Key Takeaways
- ✓Thailand is emerging as Asia's inclusive-business hub: marriage equality since 2025, the #1 ASEAN inclusion score (72/100), and an ecosystem that lets employers extend equal spousal benefits with a legal basis.
- ✓Taiwan has Asia's strongest legal framework; Singapore offers HQ scale but no path to marriage equality; Vietnam is a fast-rising market without legal recognition yet.
- ✓Legal inclusion is now part of the operating environment — it shapes talent, benefits and brand — so regional strategies differ market by market.
Legal inclusion is no longer a side issue for companies in Asia — it shapes who you can hire, what benefits you can offer, and how your brand reads to a young workforce. So if you were choosing a regional base today, how do the options compare? Here is Thailand against Taiwan, Vietnam and Singapore in 2026.
Last updated: June 2026
This is a general analysis of operating environments, not legal, tax or investment advice. Confirm specifics with qualified local advisers before making business decisions.
Which Asian country is best for an LGBTQ+-inclusive business?
There is no single winner — it depends on whether you weight law, market scale or trajectory. Taiwan has the strongest legal framework, Singapore the biggest HQ ecosystem, and Vietnam the fastest growth. Thailand is emerging as the all-round hub: it pairs marriage equality with a large consumer market and a maturing inclusion ecosystem.
At a glance: Thailand vs Taiwan vs Vietnam vs Singapore
| Factor | Thailand | Taiwan | Vietnam | Singapore |
|---|---|---|---|---|
| Marriage equality | Yes (2025) | Yes (2019) | No — reform proposed 2026 | No — constitutionally blocked |
| Equal spousal benefits (legal basis) | Yes | Yes | Not underpinned by law | Not underpinned by law |
| PrideShow ASEAN Scorecard | 72 (ASEAN #1) | Not scored (non-ASEAN) | 38 | 42 |
| Same-sex activity legal | Yes | Yes | Yes | Yes (377A repealed 2022) |
| Trajectory | Leading the region | Established benchmark | Rising | Rising but capped |
Why is Thailand emerging as the inclusive-business hub?
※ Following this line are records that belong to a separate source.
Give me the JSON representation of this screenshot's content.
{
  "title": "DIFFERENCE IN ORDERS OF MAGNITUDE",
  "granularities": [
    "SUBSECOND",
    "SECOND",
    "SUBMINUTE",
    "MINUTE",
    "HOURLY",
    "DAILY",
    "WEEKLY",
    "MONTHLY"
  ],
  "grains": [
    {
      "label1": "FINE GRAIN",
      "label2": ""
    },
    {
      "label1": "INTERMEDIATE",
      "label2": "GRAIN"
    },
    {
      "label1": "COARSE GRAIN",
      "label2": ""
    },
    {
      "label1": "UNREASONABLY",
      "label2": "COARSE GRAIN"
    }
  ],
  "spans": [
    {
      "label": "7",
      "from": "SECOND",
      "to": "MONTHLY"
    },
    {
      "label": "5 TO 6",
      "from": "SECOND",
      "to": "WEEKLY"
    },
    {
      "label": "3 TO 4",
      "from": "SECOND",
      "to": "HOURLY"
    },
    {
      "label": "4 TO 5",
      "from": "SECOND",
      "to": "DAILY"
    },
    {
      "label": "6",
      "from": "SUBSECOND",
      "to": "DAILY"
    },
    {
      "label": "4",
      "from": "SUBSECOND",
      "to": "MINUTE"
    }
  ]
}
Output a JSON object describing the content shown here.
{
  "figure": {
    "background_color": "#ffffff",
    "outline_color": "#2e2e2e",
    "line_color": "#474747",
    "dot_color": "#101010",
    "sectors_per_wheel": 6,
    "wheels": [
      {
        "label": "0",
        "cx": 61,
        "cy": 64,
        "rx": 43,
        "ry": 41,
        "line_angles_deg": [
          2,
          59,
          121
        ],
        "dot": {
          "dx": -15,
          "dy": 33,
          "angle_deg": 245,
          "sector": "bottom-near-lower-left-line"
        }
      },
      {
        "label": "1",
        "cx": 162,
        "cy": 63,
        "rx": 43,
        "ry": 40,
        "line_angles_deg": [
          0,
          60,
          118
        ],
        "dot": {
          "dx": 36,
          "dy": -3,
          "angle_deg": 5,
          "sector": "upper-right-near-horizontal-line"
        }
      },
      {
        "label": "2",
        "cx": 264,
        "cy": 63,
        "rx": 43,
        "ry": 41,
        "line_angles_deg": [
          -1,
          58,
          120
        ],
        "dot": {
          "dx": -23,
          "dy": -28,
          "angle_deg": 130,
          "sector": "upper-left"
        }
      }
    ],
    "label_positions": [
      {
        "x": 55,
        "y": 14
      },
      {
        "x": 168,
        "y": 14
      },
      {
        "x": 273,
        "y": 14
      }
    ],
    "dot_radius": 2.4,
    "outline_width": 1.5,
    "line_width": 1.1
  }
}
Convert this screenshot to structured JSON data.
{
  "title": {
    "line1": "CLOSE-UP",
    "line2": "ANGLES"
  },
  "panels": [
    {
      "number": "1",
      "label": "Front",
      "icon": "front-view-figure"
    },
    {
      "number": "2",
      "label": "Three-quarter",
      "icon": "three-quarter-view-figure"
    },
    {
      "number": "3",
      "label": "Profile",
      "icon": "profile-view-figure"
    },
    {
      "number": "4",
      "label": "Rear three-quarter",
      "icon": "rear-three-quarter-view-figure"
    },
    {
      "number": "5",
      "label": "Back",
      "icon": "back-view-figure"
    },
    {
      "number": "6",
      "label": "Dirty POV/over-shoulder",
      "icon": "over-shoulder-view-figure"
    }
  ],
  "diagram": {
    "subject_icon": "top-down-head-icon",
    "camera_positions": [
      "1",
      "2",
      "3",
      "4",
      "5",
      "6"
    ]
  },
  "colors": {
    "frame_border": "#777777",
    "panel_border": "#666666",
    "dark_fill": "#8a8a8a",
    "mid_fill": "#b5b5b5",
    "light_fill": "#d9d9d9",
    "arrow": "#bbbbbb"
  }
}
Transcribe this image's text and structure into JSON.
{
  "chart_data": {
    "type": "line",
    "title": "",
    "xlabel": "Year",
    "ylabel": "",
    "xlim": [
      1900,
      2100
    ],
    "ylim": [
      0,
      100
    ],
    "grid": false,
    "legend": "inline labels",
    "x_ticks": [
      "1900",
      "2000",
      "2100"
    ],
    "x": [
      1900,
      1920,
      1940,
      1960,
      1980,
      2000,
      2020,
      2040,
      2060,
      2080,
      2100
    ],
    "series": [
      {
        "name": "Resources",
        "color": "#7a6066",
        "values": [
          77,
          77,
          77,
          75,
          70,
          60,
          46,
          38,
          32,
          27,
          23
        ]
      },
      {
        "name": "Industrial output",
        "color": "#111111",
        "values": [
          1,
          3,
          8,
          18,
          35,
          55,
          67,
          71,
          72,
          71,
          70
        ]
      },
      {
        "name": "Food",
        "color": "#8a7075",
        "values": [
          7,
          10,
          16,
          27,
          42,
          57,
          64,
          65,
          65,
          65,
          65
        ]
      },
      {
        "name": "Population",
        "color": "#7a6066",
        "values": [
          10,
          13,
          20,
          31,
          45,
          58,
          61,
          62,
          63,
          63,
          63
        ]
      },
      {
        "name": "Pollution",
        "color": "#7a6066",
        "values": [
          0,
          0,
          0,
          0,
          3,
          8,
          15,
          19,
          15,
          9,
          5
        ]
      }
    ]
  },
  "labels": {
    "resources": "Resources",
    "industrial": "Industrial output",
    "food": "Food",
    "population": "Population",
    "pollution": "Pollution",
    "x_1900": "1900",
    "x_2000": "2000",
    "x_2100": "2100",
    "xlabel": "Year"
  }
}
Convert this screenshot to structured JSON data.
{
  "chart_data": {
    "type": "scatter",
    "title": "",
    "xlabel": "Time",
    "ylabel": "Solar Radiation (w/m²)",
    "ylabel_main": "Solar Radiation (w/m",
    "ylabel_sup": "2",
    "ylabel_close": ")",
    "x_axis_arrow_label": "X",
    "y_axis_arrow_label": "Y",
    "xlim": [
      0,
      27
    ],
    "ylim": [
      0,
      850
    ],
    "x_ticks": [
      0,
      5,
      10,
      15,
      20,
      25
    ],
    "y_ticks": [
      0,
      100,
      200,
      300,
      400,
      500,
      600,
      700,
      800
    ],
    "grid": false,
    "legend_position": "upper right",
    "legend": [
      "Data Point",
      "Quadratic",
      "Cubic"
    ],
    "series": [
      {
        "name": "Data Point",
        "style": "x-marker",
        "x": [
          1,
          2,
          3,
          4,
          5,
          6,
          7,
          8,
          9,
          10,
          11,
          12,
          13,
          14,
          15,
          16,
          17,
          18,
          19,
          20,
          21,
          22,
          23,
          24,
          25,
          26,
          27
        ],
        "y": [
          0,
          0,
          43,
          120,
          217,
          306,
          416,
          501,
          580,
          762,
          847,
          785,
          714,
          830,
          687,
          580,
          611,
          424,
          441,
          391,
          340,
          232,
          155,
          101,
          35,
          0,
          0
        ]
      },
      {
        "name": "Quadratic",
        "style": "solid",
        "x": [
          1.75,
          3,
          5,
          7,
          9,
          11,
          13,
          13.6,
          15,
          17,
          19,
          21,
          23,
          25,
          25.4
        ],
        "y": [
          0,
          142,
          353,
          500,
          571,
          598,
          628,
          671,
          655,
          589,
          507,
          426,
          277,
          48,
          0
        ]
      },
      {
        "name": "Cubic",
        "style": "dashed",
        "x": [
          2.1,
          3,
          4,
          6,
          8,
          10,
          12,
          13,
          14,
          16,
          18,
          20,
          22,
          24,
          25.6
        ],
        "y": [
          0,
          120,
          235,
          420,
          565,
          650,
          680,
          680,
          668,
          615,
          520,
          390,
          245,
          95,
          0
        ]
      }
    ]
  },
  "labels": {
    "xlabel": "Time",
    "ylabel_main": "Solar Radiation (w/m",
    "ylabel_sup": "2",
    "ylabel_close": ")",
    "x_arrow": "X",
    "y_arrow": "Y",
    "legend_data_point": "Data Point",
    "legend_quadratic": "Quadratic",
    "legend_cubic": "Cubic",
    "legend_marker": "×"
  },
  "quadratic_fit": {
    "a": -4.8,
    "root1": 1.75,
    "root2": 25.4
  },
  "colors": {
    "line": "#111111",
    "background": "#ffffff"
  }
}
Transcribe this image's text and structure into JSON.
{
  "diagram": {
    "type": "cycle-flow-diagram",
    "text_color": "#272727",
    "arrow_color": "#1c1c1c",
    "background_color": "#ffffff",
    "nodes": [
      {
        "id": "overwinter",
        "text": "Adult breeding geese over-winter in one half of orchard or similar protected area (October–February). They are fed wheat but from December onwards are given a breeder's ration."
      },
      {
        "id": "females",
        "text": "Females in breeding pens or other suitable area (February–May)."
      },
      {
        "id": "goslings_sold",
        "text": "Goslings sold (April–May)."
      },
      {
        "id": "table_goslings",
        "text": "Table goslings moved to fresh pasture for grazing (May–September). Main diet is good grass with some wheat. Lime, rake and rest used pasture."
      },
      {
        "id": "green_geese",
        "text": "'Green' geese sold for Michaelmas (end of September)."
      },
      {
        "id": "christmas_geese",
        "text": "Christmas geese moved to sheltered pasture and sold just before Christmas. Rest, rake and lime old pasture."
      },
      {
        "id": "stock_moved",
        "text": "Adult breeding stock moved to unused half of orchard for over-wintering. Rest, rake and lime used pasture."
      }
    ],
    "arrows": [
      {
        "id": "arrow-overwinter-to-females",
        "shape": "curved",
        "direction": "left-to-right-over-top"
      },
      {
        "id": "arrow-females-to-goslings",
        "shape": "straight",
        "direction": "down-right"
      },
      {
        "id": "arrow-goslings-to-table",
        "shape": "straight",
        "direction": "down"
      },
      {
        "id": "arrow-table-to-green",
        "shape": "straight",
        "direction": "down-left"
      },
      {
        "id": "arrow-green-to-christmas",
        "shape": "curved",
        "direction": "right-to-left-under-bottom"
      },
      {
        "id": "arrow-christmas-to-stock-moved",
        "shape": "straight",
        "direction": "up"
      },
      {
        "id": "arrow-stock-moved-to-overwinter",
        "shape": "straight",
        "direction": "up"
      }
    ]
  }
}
Three things line up. Marriage equality (effective January 2025) means employers can extend equal spousal benefits to same-sex employees with a clear legal basis. PrideShow's ASEAN Scorecard ranks Thailand first in the bloc at 72/100. And there is a large, established LGBTQ+ consumer market — the "Pink Economy" — alongside a maturing inclusion ecosystem to plug into.
That ecosystem is part of the pitch: PrideShow maintains a public directory that scores companies operating in Thailand on LGBTQ+ inclusion — an ESG Score for Thai listed companies and an Inclusion Index for multinationals — giving employers and partners a shared benchmark that simply does not exist in most of the region.
Where does Taiwan lead?
On the law. Same-sex marriage since 2019, joint adoption and transnational marriage since 2023, and legal gender change without surgery since 2021 add up to Asia's strongest framework for LGBTQ+ talent and their families. The trade-offs are a smaller domestic market, and cross-strait geopolitics, which some companies factor into regional-base decisions.
What about Singapore?
Singapore remains Asia's leading regional-HQ hub on scale, connectivity and ease of business. On inclusion it is mixed: it repealed its colonial-era gay-sex ban (Section 377A) in 2022, but simultaneously amended the constitution to protect the man-woman definition of marriage — so there is no near-term path to marriage equality, and equal spousal benefits have no legal underpinning.
Is Vietnam ready?
It is rising fast. A large, young workforce, a fast-growing economy, never-criminalised status and high public support (65% in a 2023 Pew survey) make it attractive. PrideShow's ASEAN Scorecard puts it at 38/100 with a rising trajectory. The caveat: there is no legal same-sex marriage or recognition yet — a civil-union reform is only proposed for 2026 — so equal benefits are not yet law-backed.
For multinationals
Inclusion maturity varies widely across Asia, so a single regional DEI policy rarely fits. The practical pattern: anchor regional inclusion programmes where the law and ecosystem support them, and tailor benefits market by market.
The bottom line
If you optimise purely for legal protection, Taiwan leads. For HQ scale, Singapore. For raw growth, Vietnam. But for a base that combines marriage equality, a large market and a ready-made inclusion ecosystem in the heart of ASEAN, Thailand has become the regional hub to beat — which is exactly the gap PrideShow exists to serve.
General analysis, not professional advice
Operating environments change and depend on company specifics. This piece does not constitute legal, tax or investment advice — consult qualified local advisers before structuring or relocating operations.